As a screenwriter, I am a student of motive. Motive drives action, and action reveals character. ‘92 said much about L.A.’s character. It said little had changed since the 1965 Watts Riots. Nothing puts angry people on the street quicker than injustice. In 1964, the Civil Rights act came to pass. That was on paper. On the streets, the Los Angeles Police Department was proactively hard-charging through the lives of residents in South Central. Here where I grew up, there seemed to be an assumption on the police’s part that anyone living in the neighborhood was suspect, as if it were a sign of moral weakness to be poor. The LAPD was more aggressive, more violent back in the day. Random stops, shakedowns were common. I once watched a couple of officers search a car, find a gun, keep it, and send the driver on his way (law enforcement was relative in L.A.). Yet the cops didn’t seem to enjoy taking calls: response times of 45 minutes were normal. Once, when I called to report some gunshots, the desk sergeant suggested I move.

In 1991, a line was crossed, and we all knew it. Four cops were videotaped thumping Rodney King. It was a searing image. But nobody rioted. There was faith in the system. Then the four cops went to trial: a rookie, a sergeant, a couple of seasoned P-2s. The trial was a law enforcement love-fest. The cops got off, and the destruction began. I was at the video store when a live newschopper showed a whiteboy trucker, yanked from his cab at the intersection of Florence and Normandie, getting his skull bashed in. Some would argue an eye for an eye. Unfortunately, the beating of Reginald Denny was the opening bell of a 12-round fight. L.A.’s street gangs, who know intimately the workings of the L.A. County Superior Court, weren’t surprised by the verdict. They were ready. Stolen trucks were standing by. Gun stores, ATMs, electronics stores were hit. South Central was plucked clean. Gangs provided the discipline for organized looting. Fires erased the evidence. I talked to some patrol cops on the second night, bullet holes in their door. The look in their eyes revealed a resigned wariness and the exhaustion profound fear brings.
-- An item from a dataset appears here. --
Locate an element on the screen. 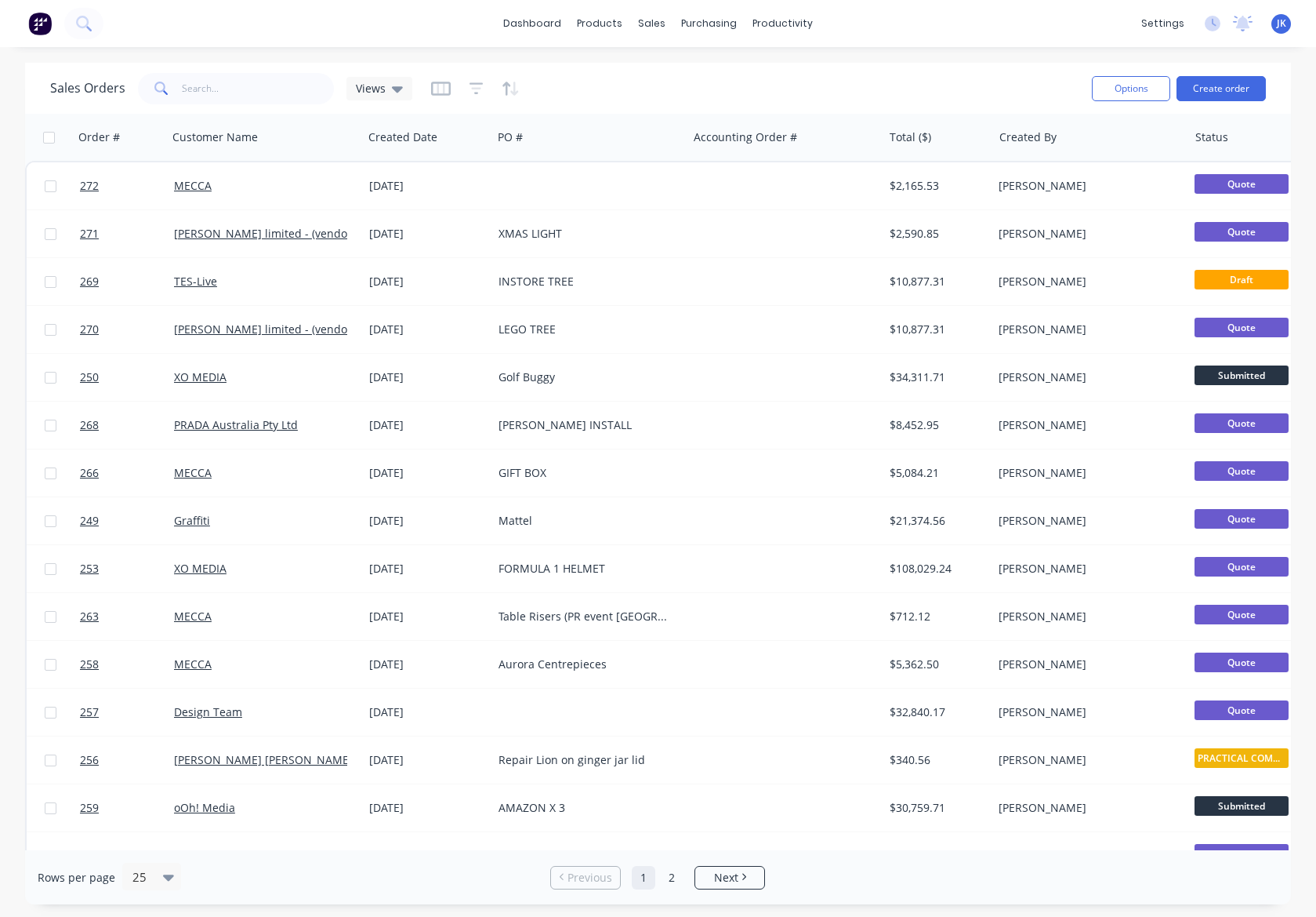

They were driving a big black-and-white target.

The raids came quickly. Police Chief Daryl Gates put the cuffs on the guy who smashed Denny’s face. There were waves of arrests as investigators hit houses and carted off truckloads of looted goods. A few hundred guns here and there were recovered from the streets. Even the commuters were packing heat. But then the anticlimactic federal trial of the four cops ended with the expected convictions, and all was right again.

Yet the riots changed the LAPD. The old imperial attitude is gone. New hires are maturing and working their way into leadership positions. Female and minority officers have brought an understanding of the community that was sorely lacking in the past. Officers are more approachable these days. And much more cautious. They don’t aggressively initiate contact like they used to. Before, any suspicious behavior would lead to a stop, a pat down. Today, cops are just as likely to drive on by if they note something amiss. A citizen’s complaint these days can put the brakes on an officer’s promotion. Use of force is incredibly scrutinized. Gang activity and membership is back on the rise, but in dealing with the problem the LAPD has changed from proactive to reactive, triage instead of prevention. The Rampart crooked-cops scandal led to the virulently ruthless CRASH anti-gang unit being disbanded. The homeboys can hang out unopposed, running the streets as they see fit instead of running from The Man.
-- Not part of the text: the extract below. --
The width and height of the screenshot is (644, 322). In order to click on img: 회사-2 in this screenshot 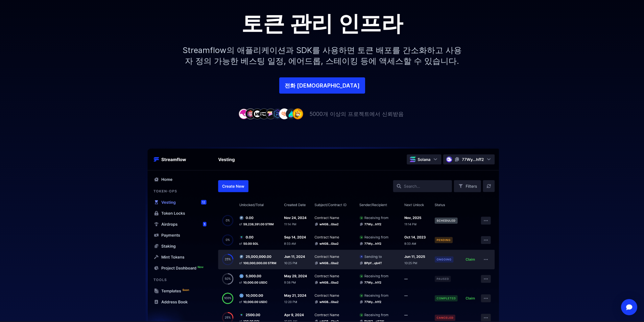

Could April, 1992 happen again? Of course. The iron curtain between Black and White America has crumbled, and racist attitudes of the past seem surprisingly archaic these days. But L.A. is still a segregated city, with many poor. For them, it is a world of limited options and great dangers. It’s hard to grow up in the hood and watch TV, the smiling white faces selling a life that feels alien and unattainable, the big green yards and the luxury sedans. In ‘92, the dream to attain the unattainable was realized for many through smash and grab tactics. Today the gang-bangers are strong as ever, as homies exit prison in large numbers and hit the streets, eager to enforce the criminal ethic that is unfortunately so revered by today’s youth culture. The LAPD is gradually reshaping itself, seeking new ways to cope with the gang problem as it also contends with the standard-issue mayhem of a large city. The gangs have inflicted more harm on the community than the cops ever did. Rodney King didn’t get shot. He came as close to getting shot as a human being can, but he lived to party on. Innocent kids get killed by gang gunfire all the time. Why is there such a high tolerance in the community for self-inflicted violence?